The Freedom to Engage

Comprehensive News and Content to Complement your Local News Brand

'1 baby per hour' born in prescription drug withdrawal

Figure marks a 3-fold increase from 2000 to 2009

Author: By Stephanie Smith CNN
Published On: Apr 30 2012 06:28:34 PM CDT  Updated On: May 01 2012 04:14:46 AM CDT
Drug dependent babies Baby Marayah

Julie O'Neill/CNN

(CNN) -

The cry of a baby withdrawing from prescription opiates is shrill, as if the child is in terrible pain.

"It's a very high-pitched, uncomfortable cry," said Dr. Aimee Bohn, a pediatrician with Mountain Comprehensive Health Corporation in Whitesburg, Kentucky. "It's like the kid has been pinched."

That characteristic cry is increasingly ringing through the hallways of hospitals nationwide, according to new research.

By 2009 there were more than 13,000 babies born with neonatal abstinence syndrome, a withdrawal syndrome that occurs in some babies after being exposed to a class of painkillers, called opiates, while in utero, according to the study published Monday.

"That's about one baby per hour," said Dr. Stephen Patrick, lead author of the study, which was published online in the Journal of American Medical Association. "We were surprised by it. That's a startling increase."

Perhaps more startling - that one baby per hour figure marks about a three-fold increase in the number of babies born with NAS since 2000; and during the same time period, opiate use among expectant mothers was also jumping, increasing nearly five-fold.

"There has been an incredible increase in the number of opiate pain relievers prescribed in the U.S.," said Patrick, a fellow in the University of Michigan's Division of Neonatal-Perinatal Medicine. "We think that might be part of the increase we are seeing."

Patrick says he undertook the study after he and colleagues from other hospitals began noticing more and more babies in their neonatal intensive care units with hallmarks of NAS, which includes increased irritability, respiratory and feeding problems, low birth weight and, rarely, seizures.

Using hospital billing data from the Kids' Inpatient Database, they identified which newborns were discharged with an NAS diagnosis to arrive at a national estimate.

Bohn says that a couple of years ago, one baby per hour born withdrawing from opiates would have surprised her. Today, she says, it is not surprising based on what she is seeing in eastern Kentucky, part of an area known as "ground zero" of prescription drug abuse.

"Women you would never guess have a problem because they are functioning in society come in addicted," said Bohn.

Those mothers, said Bohn, are having babies with NAS at a rate of 1-2 cases per week, on a busy month, at her hospital. And that does not include babies who are exposed to prescription painkillers in utero, but somehow escape the overt symptoms at birth.

"A lot of times, the babies are a little jittery, they shake when they first come out," said Bohn. "They become cranky, they don't sleep and they develop terrible diaper rashes."

The average hospital stay for a baby born withdrawing from painkillers is 16 days, according to the JAMA study, and 77% of the time, babies with NAS were charged under state Medicaid programs.

"What we found is that the total U.S. hospital bill quadrupled over the time frame [2000-2009] nearing 720 million dollars," said Patrick. "That is extra incentive for state governments to engage in developing solutions to prevent this."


Task =
Across the data, every line with the word "bounding" counts once; state the total alone.

Task input =

========================

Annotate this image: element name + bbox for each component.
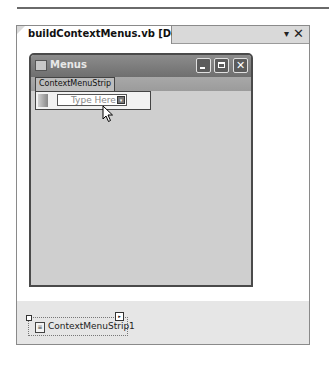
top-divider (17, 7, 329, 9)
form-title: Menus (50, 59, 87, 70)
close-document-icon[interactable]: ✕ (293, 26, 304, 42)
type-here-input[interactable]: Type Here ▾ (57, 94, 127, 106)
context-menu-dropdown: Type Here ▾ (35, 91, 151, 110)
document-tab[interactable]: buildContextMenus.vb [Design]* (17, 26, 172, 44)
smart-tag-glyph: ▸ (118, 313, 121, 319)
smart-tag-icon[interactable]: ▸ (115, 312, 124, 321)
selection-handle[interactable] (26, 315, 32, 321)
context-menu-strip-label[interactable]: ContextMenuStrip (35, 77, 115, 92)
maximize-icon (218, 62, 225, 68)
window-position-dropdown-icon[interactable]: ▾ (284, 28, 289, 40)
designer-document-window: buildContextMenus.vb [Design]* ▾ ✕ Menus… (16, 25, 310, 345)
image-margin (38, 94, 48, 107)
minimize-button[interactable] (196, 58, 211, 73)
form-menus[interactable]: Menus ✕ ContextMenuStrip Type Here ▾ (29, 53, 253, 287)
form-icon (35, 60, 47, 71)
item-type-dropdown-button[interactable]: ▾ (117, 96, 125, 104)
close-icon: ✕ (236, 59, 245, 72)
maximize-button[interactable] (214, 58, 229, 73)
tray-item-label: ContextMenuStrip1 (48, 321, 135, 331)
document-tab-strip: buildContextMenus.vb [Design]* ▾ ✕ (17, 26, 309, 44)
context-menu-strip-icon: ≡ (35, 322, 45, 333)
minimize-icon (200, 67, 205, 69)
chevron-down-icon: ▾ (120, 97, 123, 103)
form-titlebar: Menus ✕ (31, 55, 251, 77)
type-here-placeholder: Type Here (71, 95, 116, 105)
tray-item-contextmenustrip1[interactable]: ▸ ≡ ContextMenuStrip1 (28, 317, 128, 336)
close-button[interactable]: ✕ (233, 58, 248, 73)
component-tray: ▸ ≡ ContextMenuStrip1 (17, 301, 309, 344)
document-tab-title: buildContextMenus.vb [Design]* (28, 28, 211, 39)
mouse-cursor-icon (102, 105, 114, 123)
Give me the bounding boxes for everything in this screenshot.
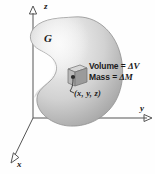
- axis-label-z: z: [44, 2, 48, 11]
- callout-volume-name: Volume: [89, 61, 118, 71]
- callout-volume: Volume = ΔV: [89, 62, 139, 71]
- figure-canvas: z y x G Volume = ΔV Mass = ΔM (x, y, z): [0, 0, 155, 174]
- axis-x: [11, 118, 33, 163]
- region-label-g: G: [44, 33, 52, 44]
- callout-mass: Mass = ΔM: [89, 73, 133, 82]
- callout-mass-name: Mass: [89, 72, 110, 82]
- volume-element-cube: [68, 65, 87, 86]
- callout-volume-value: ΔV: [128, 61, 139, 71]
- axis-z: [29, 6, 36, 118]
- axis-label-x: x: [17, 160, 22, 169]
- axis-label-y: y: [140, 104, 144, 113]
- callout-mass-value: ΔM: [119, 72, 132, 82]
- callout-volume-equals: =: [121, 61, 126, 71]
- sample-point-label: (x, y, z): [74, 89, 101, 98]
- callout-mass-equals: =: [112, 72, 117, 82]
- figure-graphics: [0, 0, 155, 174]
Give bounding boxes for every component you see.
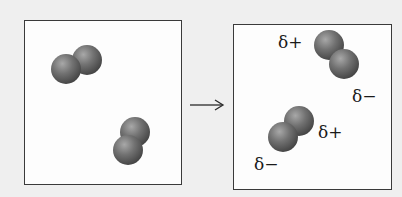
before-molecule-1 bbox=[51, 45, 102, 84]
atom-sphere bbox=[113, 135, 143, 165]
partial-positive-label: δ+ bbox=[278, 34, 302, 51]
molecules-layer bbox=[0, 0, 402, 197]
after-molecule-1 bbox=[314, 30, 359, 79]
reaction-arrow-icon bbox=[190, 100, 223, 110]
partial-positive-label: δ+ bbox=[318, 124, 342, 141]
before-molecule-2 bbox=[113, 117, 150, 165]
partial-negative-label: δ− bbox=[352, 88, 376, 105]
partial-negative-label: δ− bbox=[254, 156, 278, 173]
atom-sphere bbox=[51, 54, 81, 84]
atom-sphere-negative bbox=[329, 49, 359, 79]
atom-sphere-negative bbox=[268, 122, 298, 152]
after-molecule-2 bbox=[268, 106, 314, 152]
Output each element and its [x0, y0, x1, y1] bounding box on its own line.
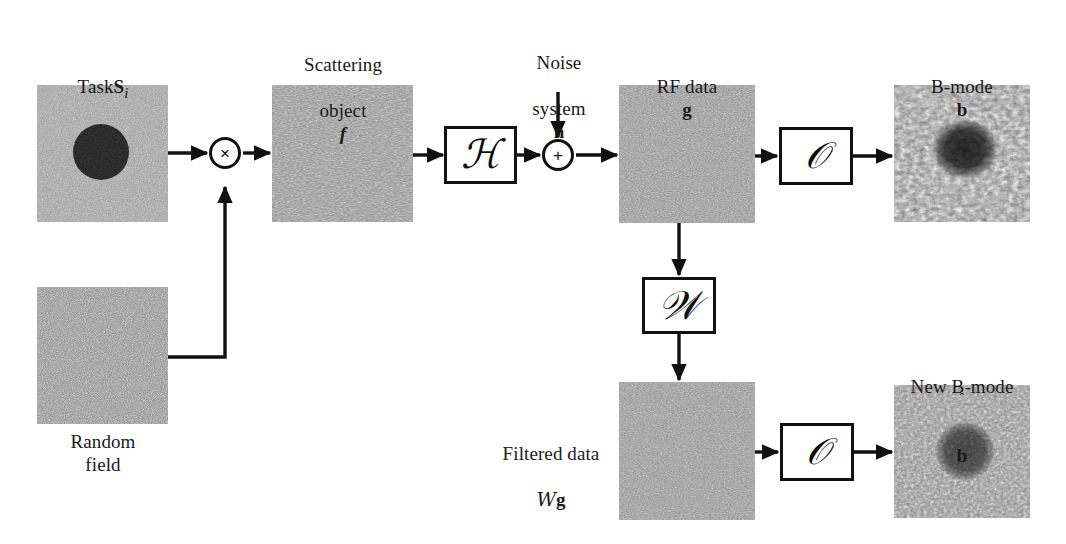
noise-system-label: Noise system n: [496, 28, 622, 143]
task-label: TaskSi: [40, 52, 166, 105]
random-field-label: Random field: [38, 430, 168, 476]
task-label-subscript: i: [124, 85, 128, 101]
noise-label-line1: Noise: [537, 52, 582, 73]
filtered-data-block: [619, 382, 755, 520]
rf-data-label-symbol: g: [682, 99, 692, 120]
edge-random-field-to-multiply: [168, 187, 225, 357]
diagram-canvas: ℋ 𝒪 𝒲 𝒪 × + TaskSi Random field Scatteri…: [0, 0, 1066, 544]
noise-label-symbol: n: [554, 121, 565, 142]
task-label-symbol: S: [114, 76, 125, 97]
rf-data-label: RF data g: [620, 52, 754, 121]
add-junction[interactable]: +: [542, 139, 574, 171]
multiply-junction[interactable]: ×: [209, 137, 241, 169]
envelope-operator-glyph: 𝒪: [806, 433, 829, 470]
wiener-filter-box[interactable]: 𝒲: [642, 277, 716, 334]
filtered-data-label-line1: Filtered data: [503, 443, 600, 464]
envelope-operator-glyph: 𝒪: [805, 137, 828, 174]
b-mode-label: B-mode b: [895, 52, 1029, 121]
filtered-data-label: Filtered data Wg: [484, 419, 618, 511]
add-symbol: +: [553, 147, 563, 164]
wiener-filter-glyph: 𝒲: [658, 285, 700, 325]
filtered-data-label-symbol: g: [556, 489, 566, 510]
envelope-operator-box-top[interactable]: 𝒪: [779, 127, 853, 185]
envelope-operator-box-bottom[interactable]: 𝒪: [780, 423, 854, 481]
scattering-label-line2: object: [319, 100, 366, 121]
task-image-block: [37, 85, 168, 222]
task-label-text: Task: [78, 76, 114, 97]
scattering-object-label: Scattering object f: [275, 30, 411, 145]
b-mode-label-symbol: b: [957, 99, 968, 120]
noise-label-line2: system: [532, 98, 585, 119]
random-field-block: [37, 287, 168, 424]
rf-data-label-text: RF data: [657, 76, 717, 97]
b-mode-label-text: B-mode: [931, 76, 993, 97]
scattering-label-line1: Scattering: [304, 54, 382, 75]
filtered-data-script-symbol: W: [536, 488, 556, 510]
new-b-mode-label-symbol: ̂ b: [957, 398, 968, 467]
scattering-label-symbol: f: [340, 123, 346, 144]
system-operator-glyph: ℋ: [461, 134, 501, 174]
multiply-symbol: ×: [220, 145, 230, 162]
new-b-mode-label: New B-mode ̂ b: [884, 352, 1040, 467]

========================

Result below =
3